The life and deeds of Comrade Antoinette Konikow seem almost unbelievable, unreal on the background of this society – this brutal and harsh and cynical class society we live in today which exalts the self-seekers, the scoundrels, the schemers, the liars and tyrants and oppressors. Look at the people who are pointed to as examples, who are honored and praised, and for whom statues and monuments are built! Why, nine times out of ten these people are nothing but hypocrites, worthless careerists whose main aim is to feather their own nests and save their own skins.
Antoinette Konikow was of a different mold. She was made of different clay. Her whole life she determined not by thought of her personal ambition or career, but of serving best in the great crusade to cleanse this earth of its evil and terrible plagues—of exploitation of man by man, of human degradation and want, of the scourge of capitalist wars.
Never Wavered
And in this holy crusade – the greatest and the noblest that there is in this world – she remained faithful and true throughout her life. Others fell by the wayside. Others grew tired, or lost faith or heart, or became terrified of the difficulties and dangers, or succumbed to the pressure or the blandishments or the fleshpots of the Stalinist bureaucracy or the capitalist powers-that-be, but not Antoinette Konikow. She never faltered. She never wavered. She never lost courage or strength.

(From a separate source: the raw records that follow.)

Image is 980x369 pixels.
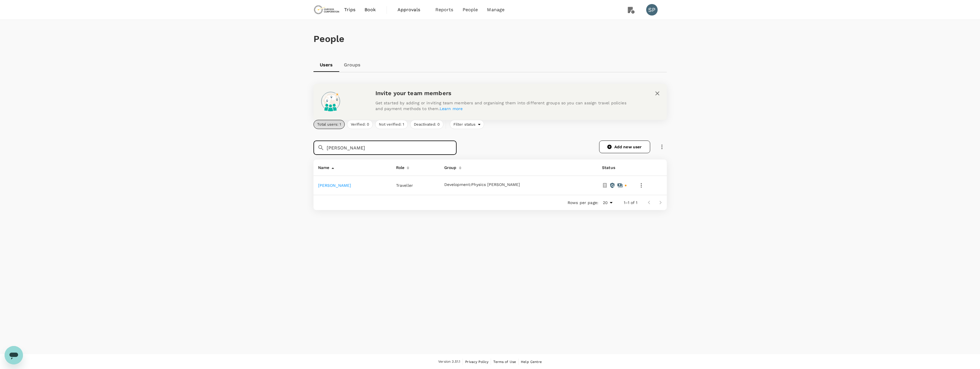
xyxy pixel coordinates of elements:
span: Approvals [398,6,426,13]
input: Search for a user [327,140,457,155]
th: Status [598,159,632,176]
button: Verified: 0 [347,120,373,129]
span: Filter status [450,122,478,127]
img: Chrysos Corporation [313,4,340,16]
p: 1–1 of 1 [624,199,637,205]
div: SP [646,4,658,16]
span: Reports [436,6,454,13]
a: Privacy Policy [465,359,489,365]
a: [PERSON_NAME] [318,183,352,187]
div: Role [394,161,405,171]
a: Add new user [599,140,650,153]
a: Groups [340,58,365,72]
span: Trips [344,6,355,13]
a: Terms of Use [493,359,516,365]
a: Help Centre [521,359,542,365]
p: Rows per page: [568,199,599,205]
button: Total users: 1 [313,120,345,129]
h6: Invite your team members [375,88,634,98]
div: 20 [601,199,615,207]
div: Name [316,161,330,171]
img: onboarding-banner [318,88,343,114]
span: Terms of Use [493,359,516,364]
button: Not verified: 1 [375,120,408,129]
span: Version 3.51.1 [438,359,461,365]
button: Development:Physics [PERSON_NAME] [444,182,520,187]
span: People [463,6,478,13]
a: Users [313,58,340,72]
a: Learn more [440,106,463,111]
span: Help Centre [521,359,542,364]
button: close [653,88,663,98]
p: Get started by adding or inviting team members and organising them into different groups so you c... [375,100,634,111]
span: Manage [487,6,505,13]
iframe: Button to launch messaging window [4,346,23,364]
button: Deactivated: 0 [411,120,443,129]
span: Traveller [396,183,413,187]
span: Privacy Policy [465,359,489,364]
div: Group [442,161,457,171]
div: Filter status [450,120,484,129]
h1: People [313,34,667,44]
span: Book [365,6,376,13]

The great revolutionary faith with which, as a young girl of 19, she first plunged into the struggle in Czarist Russia, she retained to the last. And through it all she retained her womanliness, her poise and her beauty. She provided us with constant living reassurance that the spirit of mankind, in its striving for truth, for justice, for the solidarity of humanity – that that is indestructible – and that the fight will go on despite everything, until It achieves its purposes, until victory is won, until this terrible plague of capitalism, with its tyranny, barbarism, with its famines and wars, is wiped off the face of the earth.

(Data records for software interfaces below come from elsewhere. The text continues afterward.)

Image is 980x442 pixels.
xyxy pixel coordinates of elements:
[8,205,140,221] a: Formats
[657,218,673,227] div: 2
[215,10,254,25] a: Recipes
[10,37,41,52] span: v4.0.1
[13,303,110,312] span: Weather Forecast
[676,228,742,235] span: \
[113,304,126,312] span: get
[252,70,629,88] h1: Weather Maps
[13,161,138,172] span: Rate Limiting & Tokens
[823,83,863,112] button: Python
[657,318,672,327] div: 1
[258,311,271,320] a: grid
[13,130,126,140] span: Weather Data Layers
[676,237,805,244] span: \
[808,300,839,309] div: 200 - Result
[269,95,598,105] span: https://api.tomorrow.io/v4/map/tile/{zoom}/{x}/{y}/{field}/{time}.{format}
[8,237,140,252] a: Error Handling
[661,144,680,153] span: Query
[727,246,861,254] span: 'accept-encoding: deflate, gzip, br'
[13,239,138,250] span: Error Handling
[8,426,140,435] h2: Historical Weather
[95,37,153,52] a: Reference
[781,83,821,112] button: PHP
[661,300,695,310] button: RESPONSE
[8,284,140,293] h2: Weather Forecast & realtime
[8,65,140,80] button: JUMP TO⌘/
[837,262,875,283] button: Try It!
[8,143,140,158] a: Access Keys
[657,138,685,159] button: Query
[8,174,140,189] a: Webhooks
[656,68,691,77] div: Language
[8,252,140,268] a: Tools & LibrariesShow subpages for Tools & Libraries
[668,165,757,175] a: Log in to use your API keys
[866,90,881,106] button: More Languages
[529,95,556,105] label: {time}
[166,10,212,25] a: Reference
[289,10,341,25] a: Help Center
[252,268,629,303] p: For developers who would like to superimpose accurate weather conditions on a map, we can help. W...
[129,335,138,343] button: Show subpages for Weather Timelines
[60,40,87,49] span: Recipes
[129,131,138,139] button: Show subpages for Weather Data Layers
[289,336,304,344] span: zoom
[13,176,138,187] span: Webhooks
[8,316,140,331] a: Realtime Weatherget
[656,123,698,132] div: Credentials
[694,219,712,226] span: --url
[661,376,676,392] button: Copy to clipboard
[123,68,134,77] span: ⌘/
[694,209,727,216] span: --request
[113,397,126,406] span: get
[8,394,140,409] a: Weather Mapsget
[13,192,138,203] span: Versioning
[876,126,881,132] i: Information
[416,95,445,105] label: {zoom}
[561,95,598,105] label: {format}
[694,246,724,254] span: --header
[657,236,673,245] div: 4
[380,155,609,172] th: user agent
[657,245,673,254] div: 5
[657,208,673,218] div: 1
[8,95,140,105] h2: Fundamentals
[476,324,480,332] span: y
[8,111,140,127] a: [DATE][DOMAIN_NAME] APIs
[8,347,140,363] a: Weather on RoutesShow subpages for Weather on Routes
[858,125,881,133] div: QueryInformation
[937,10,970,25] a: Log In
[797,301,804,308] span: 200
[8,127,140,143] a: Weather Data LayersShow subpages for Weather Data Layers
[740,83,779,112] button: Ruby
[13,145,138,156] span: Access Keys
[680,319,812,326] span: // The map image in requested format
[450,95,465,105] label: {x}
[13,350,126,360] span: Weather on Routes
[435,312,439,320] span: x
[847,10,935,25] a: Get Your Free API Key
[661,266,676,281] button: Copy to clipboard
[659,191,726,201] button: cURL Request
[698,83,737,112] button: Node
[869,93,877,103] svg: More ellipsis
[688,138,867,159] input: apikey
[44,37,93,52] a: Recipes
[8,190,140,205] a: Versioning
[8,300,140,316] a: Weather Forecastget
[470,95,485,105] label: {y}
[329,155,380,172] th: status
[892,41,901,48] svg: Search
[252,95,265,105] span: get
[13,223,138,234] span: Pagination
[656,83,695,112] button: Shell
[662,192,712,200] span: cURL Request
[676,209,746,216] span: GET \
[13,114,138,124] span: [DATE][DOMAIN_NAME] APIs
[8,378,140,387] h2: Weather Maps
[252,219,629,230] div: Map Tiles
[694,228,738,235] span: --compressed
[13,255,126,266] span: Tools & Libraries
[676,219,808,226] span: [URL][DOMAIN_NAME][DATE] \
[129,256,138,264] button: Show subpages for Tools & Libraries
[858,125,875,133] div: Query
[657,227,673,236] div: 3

I still can see in my mind’s eye Comrade Konikow at our last Convention, in November 1944, the 11th Convention of the American Trotskyist movement, how, despite her advanced years, she stood up, youthful and self-confident in.spirit and told us how she had been battling for years, and how she was going to continue to battle until her dying day.
Inspires All
What a picture, what an inspiration for all of us, for the young men and the young women who are first mapping out their life’s courses, what an example to cherish and to emulate.
Many things will pass away and the names of many men and women high in bourgeois society, today famous and acclaimed, will be forgotten and, in a few years, be unknown. But Comrade Konikow will not only be remembered, but future generations who will study this present age of ours in wonderment as well as sorrow, will come to know of Antoinette Konikow as one of the truest and most loyal and devoted of the original band of pioneers who blazed the trail for the socialist society.

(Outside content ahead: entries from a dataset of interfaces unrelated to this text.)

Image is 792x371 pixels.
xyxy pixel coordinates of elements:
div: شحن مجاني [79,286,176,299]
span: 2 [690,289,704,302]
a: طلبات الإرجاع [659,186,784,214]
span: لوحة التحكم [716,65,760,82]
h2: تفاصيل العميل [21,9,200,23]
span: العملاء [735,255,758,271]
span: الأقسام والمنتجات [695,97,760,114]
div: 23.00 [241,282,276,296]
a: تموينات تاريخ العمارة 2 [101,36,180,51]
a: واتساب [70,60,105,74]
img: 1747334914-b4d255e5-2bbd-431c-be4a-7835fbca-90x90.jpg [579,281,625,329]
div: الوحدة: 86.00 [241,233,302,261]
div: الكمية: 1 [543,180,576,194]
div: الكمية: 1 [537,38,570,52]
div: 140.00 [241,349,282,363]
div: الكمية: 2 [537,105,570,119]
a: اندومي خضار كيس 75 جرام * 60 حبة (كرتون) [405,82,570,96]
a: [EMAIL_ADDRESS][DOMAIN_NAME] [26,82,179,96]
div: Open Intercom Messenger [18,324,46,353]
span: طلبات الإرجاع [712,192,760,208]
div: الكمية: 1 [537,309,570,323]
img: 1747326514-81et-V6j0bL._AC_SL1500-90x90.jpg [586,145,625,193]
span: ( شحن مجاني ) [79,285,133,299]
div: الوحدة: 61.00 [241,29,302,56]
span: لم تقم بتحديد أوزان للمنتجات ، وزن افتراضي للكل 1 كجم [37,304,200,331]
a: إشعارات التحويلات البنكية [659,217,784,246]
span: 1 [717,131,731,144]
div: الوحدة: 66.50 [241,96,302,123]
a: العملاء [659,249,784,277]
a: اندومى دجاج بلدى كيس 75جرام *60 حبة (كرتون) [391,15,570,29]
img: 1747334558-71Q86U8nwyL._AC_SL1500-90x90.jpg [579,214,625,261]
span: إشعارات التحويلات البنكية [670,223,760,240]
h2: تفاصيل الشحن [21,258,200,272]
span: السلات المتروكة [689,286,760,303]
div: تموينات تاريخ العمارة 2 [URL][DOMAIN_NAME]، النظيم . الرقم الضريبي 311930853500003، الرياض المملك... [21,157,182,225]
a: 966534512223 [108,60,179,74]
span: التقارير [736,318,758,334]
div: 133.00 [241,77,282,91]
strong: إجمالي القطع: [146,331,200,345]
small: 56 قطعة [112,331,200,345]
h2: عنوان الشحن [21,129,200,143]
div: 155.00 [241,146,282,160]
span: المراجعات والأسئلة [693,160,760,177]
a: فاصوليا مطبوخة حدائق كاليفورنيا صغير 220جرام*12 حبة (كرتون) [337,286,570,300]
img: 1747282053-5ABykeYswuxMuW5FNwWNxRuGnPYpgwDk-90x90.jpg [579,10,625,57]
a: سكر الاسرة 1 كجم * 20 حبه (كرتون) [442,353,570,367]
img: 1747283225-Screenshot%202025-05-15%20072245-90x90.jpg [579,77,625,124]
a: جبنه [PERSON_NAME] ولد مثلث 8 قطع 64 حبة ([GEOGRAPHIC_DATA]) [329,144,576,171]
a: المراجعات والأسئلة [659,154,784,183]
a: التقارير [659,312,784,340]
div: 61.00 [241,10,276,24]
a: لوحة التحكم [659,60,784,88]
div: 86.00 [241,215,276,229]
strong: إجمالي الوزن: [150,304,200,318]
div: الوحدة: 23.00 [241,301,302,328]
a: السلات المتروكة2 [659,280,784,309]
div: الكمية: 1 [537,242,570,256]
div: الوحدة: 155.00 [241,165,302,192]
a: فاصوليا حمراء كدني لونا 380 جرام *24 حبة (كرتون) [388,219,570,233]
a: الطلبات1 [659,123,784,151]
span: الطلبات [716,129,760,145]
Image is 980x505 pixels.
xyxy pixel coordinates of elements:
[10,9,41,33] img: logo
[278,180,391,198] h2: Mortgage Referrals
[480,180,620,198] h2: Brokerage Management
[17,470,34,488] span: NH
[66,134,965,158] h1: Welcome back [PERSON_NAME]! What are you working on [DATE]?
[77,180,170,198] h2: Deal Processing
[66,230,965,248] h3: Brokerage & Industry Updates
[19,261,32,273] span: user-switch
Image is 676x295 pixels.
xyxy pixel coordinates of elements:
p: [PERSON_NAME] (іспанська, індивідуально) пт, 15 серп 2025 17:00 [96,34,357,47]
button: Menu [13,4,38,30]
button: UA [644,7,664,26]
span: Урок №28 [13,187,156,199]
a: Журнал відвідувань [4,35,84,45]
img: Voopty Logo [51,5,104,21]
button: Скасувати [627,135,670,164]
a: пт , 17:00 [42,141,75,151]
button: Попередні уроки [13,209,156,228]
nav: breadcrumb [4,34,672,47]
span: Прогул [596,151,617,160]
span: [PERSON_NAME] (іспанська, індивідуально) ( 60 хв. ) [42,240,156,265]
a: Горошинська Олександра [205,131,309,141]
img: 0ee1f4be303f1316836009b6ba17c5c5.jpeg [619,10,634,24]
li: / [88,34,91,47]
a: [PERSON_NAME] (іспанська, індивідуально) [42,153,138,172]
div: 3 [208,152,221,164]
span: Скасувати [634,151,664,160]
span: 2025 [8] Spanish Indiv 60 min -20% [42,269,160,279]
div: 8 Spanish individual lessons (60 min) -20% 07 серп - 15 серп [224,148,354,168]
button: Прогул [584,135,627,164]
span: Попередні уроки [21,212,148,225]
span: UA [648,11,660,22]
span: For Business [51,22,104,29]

And now I must in the name of the National Committee of the Socialist Workers Party of which she was an honorary member, give the last word of farewell to this wonderful comrade, this great, indestructible revolutionary spirit. Of course, grief is in all our hearts. But it is not the grief of prostration, of helplessness. No, let us say farewell to Antoinette as she would want it. Let us say farewell standing upright, with our eyes dry and our fists clenched with resolution. And with the pledge on our lips that we will, regardless of everything, carry on the revolutionary ’ struggle to which she devoted her life.